Celebrities Select Their Favorite Richard Avedon Photographs

Richard Avedone Photograph
China Machado, November 6, 1958 | © The Richard Avedon Foundation. Courtesy Gagosian

2023 would have been famed photographer Richard Avedon’s 100th birthday and to mark the occasion a host of celebrities have picked their favorite Avedon photograph.

Avdeon’s influence on photography cannot be overstated. Larry Gagosian, an art dealer who is hosting the Avedon 100 exhibition, says that “it is hard to get your arms around the entirety of Richard Avedon’s work and process just how enormous his influence has been.”

“Avedon’s unflinchingly frank aesthetic has become so much a part of the conventions of photographic portraiture it is easy to forget that he invented it,” he adds.

Richard Avedone photograph
Sandra Bennett, twelve year old, Rocky Ford, Colorado, August 23, 1980 | © The Richard Avedon Foundation. Courtesy Gagosian

Avedon 100 turns the photographer’s ample portfolio into a new exhibition a book also called Avedon 100.

The images were selected by a wide range of notable figures across politics, fashion, Hollywood, and art.

Richard Avedon exhibition
© The Richard Avedon Foundation. Photo: Rob McKeever. Courtesy Gagosian

Calvin Klein selected a photo of Brooke Shields posing for Avedon’s lens in 1980. The actress called his photo shoots “a nonjudgmental exchange of creativity and an exploration of the unexpected.”

Emma Watson, star of the Harry Potter franchise, highlights Avedon’s commitment to equity between races and sexes.

“Avedon was a pioneer of allyship for diversity in the fashion world,” Watson says in Avedon 100.

“We see it many times, including with his insistence that fashion magazines use images of women of color, like the time he threatened to quit working for Harper’s Bazaar if the publication didn’t run a now-iconic 1958 portrait of China Machado ashing a cigarette.”

Student Non-Violent Coordinating Committee, headed by Julian Bond, Atlanta, Georgia, March 23, 1963 | © The Richard Avedon Foundation. Courtesy Gagosian

Among the many remarkable images on view at Gagosian are Avedon’s rarely exhibited mural featuring multiple images of a dancing Marilyn Monroe, created from a sitting in 1957 that also produced his iconic “sad” Marilyn.

His dynamic 1971 portrait of Tina Turner is printed at a monumental scale and was selected for the exhibition by Tonne Goodman.

Richard Avedon exhibition
© The Richard Avedon Foundation. Photo: Rob McKeever. Courtesy Gagosian
Richard Avedon exhibition
© The Richard Avedon Foundation. Photo: Rob McKeever. Courtesy Gagosian

In many cases, the link between a photograph and its selector enhances the work’s already powerful impact. Hillary Clinton, for example, has chosen Avedon’s 2003 portrait of her for The New Yorker, while Taryn Simon sought out a 1994 image of Salman Rushdie, inscribed by Avedon to the writer “Yours, in the struggle—Dick,” and loaned by Rushdie for exhibition.

Avedon 100
Cover of Avedon 100, published by Gagosian, May 2023 | © The Richard Avedon Foundation. Courtesy Gagosian

Avedon 100 opened at Gagosian on May 4 and run until June 24 in New York City. The book is available here.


• _What is expected_:
Tell me how many lines in the data below hold the string "reflected", and say nothing else.

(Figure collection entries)
Start of Block

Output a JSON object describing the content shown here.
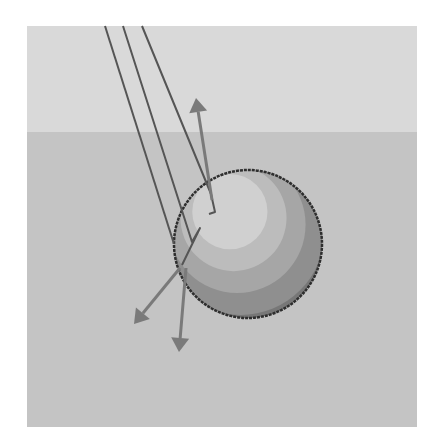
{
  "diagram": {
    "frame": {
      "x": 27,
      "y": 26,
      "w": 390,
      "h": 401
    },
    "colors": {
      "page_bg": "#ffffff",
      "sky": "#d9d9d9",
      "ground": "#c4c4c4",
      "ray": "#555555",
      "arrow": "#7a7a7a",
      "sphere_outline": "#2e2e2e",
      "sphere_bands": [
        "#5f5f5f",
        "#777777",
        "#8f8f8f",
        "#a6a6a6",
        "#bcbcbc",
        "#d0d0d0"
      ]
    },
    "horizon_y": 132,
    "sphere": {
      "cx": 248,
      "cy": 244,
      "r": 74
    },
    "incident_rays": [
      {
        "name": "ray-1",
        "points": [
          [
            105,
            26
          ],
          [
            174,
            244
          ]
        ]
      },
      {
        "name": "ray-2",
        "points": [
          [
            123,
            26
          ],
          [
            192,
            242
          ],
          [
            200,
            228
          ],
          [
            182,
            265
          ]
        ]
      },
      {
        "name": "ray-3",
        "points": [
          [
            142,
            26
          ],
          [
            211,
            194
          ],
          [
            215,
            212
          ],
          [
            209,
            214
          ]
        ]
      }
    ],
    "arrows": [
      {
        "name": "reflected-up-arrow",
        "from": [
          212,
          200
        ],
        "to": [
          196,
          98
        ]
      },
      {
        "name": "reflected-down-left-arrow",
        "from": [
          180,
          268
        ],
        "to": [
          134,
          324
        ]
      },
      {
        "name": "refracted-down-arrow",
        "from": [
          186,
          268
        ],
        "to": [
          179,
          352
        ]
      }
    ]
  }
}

End of Block

• _Solution to the problem_:
2